NECESSARY AND URGENT
While the disciples continue on their journey, Jesus alone enters a village and heads to a house where he finds two sisters whom he dearly loves. Their friend Jesus’ presence is going to provoke two very different reactions in these women.
Mary, surely the younger sister, drops everything and remains «seated at the Lord’s feet». Her only concern is to listen to him. The Gospel writer describes her with the characteristics of the true disciple: at the feet of the Master, attentive to his voice, welcoming his Word and nourishing herself with his teaching.
Martha’s reaction is different. From the moment Jesus arrived, she’s done nothing but do her best to welcome him and dutifully attend to his needs. Luke describes her as one weighed down by all she has to do. Overwhelmed by the situation and hurt by her sister, she lays out her complaint to Jesus: «Lord, do you not care that my sister is leaving me to do the serving all by myself? Please tell her to help me».

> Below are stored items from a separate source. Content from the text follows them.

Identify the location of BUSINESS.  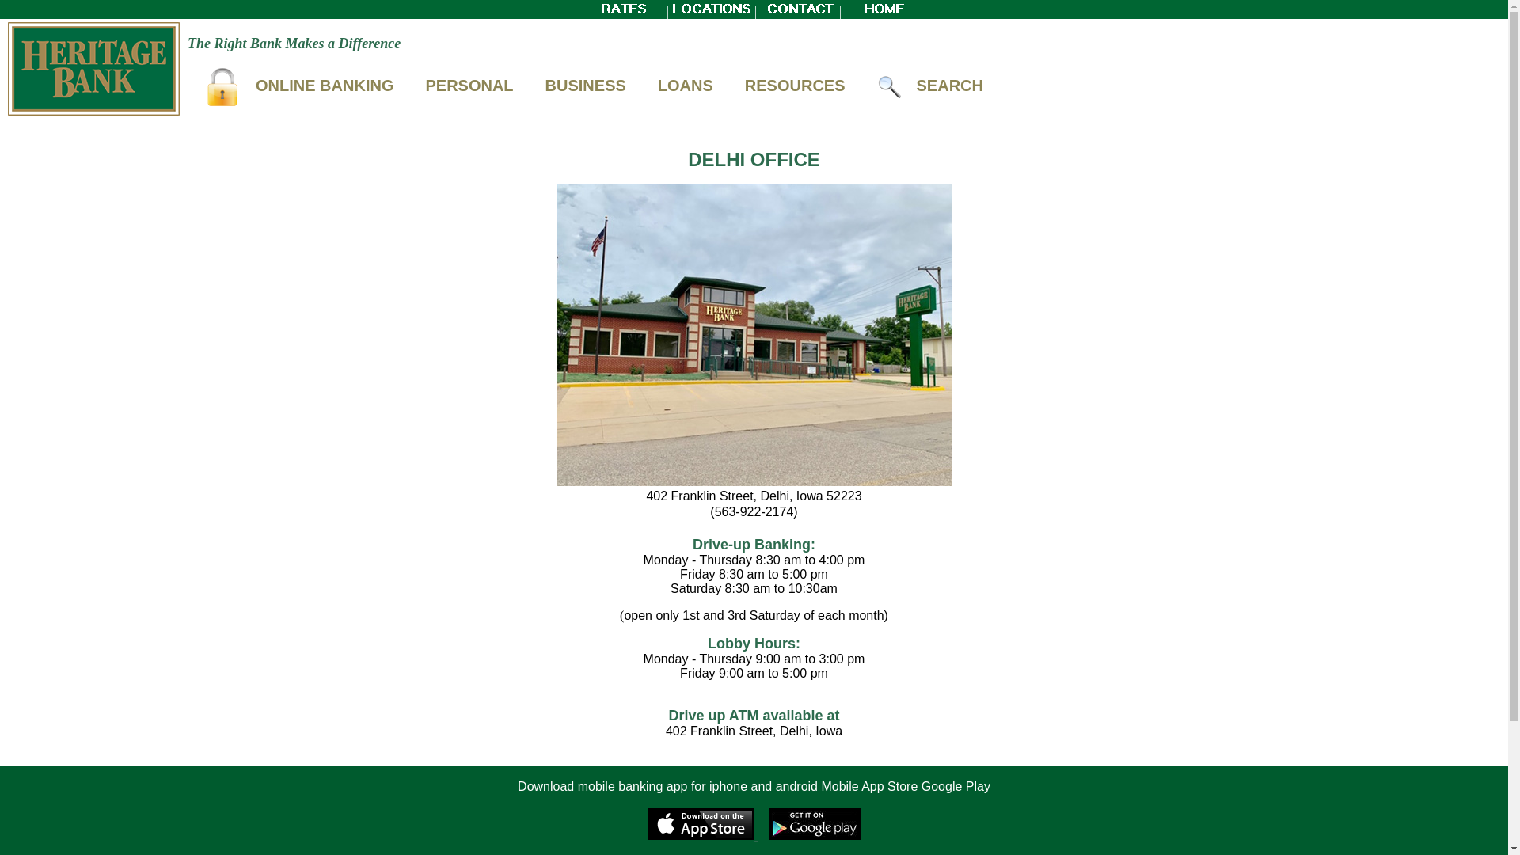
(586, 86).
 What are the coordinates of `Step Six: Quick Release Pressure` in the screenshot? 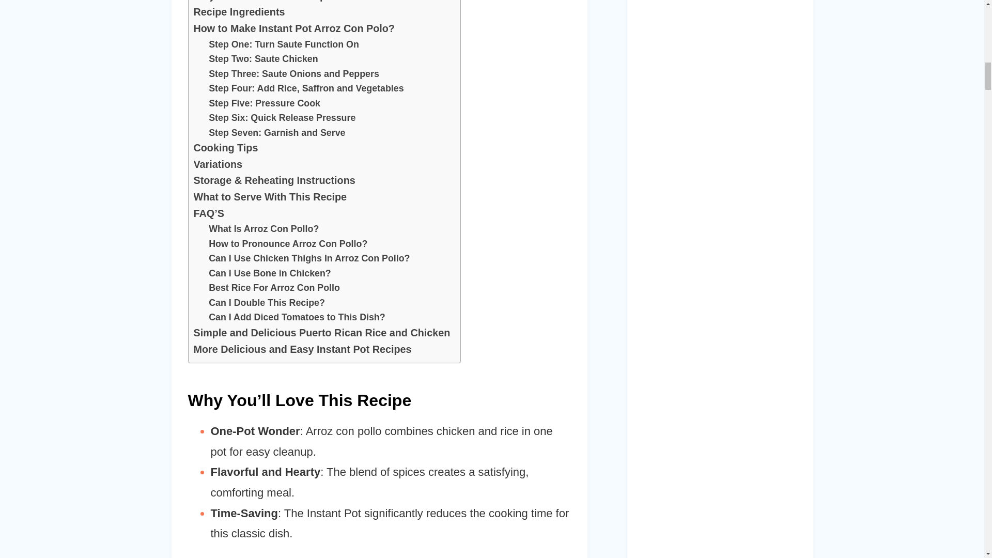 It's located at (282, 118).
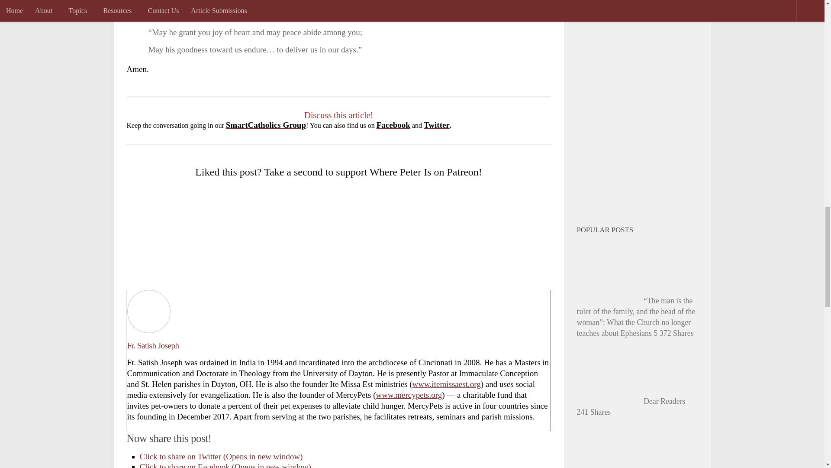 The image size is (831, 468). I want to click on SmartCatholics Group, so click(266, 125).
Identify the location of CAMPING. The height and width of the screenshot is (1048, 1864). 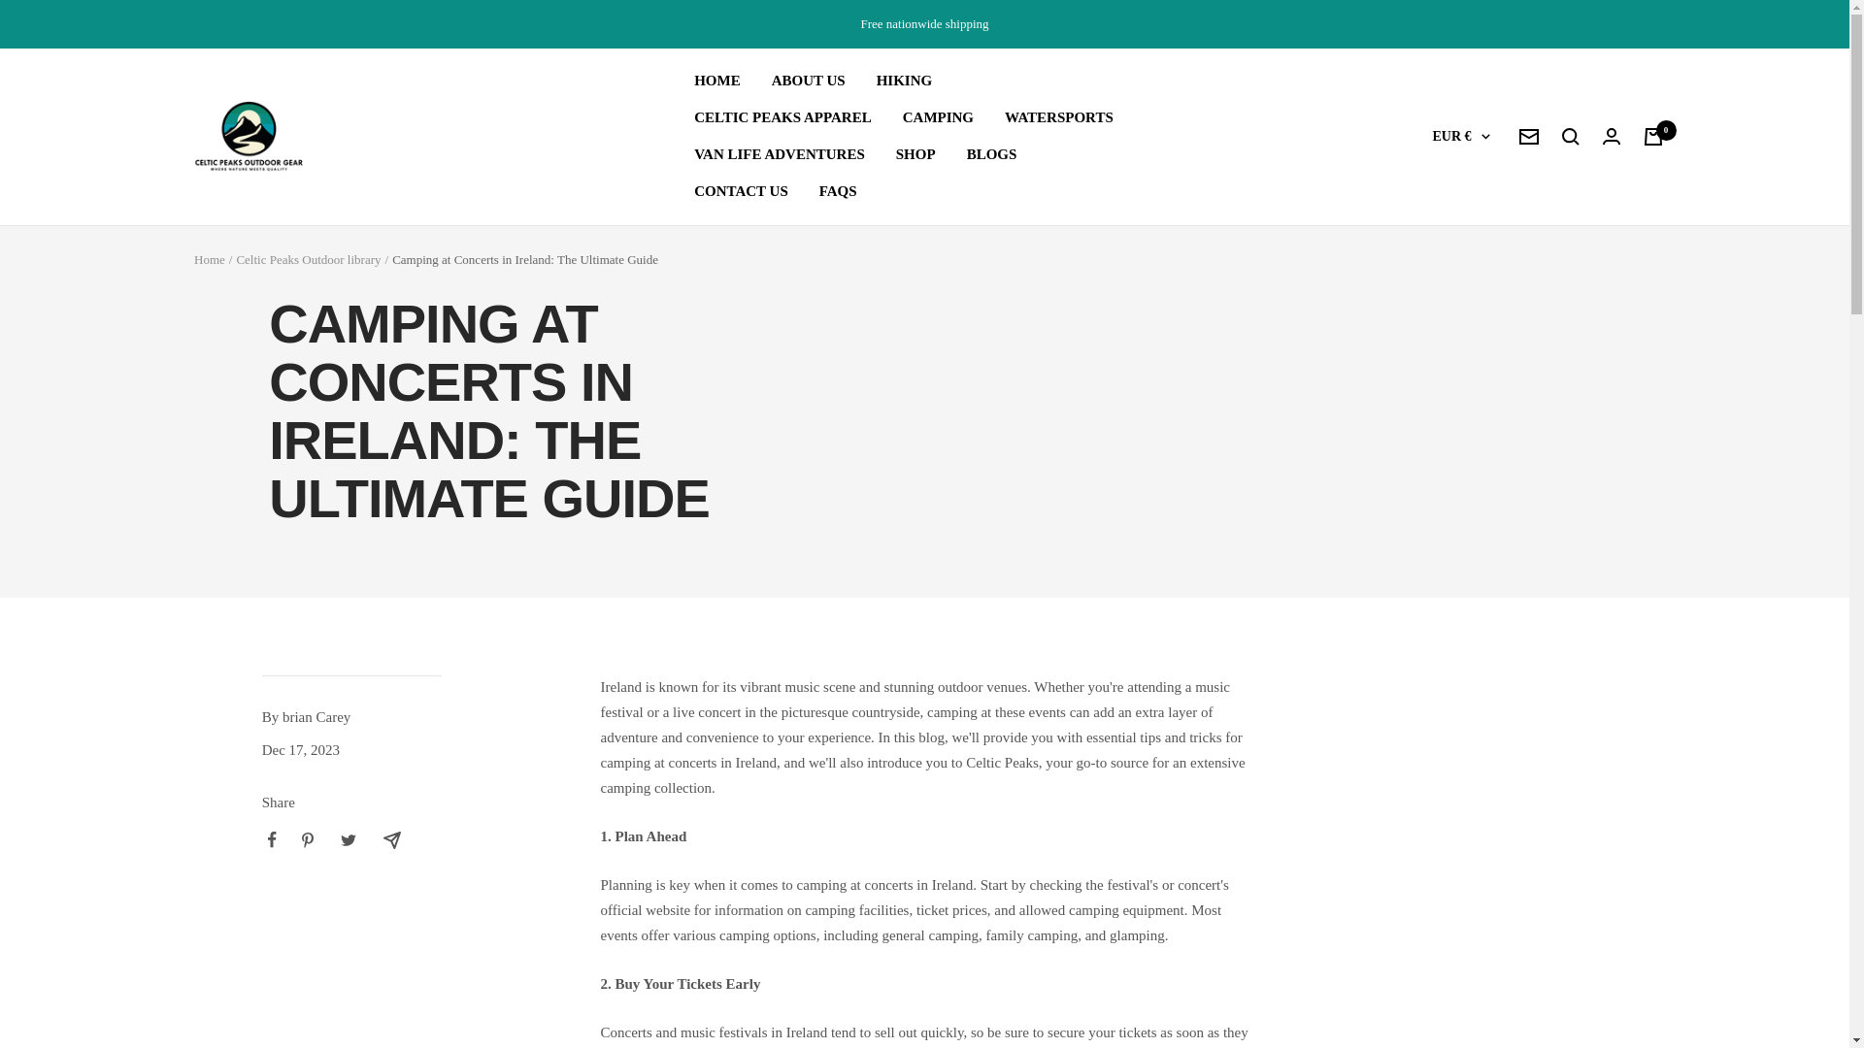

Jesus doesn’t lose his cool. He responds to Martha with great tenderness, slowly repeating her name; then he helps her see that he’s concerned about her burden, but she should know that listening to him is so essential and necessary that not one disciple should be left without his Word: «Martha, Martha, you worry and fret about so many things, and yet few are needed, indeed only one. It is Mary who has chosen the better part, and it is not to be taken from her».
Jesus doesn’t criticize Martha’s service. How could he do so if he himself is teaching everyone by his example to go about welcoming, serving, helping others? What he criticizes is her way of working so nervously, under the pressure of too much to do.
Jesus doesn’t place in opposition the active and the contemplative life, nor the faithful listening of his Word and the practical commitment of living his style of self-giving to others. What he does do is draw attention to the danger of living absorbed by excessive activity, in constant inner agitation, strangling the Spirit within us, spreading anxiety and fatigue rather than peace and love.
Compelled by the dissipation of energy, we get used to asking the more generous Christians for all kinds of commitments both in and outside of the Church. If at the same time we don’t offer them space and time to get to know Jesus, listen to his Word and feed on his Gospel, we run the risk of letting agitation and anxiety grow in the Church, but not his Spirit and his peace. We can end up with communities led by burnt-out functionaries, but not by witnesses who radiate their Master’s spirit and life.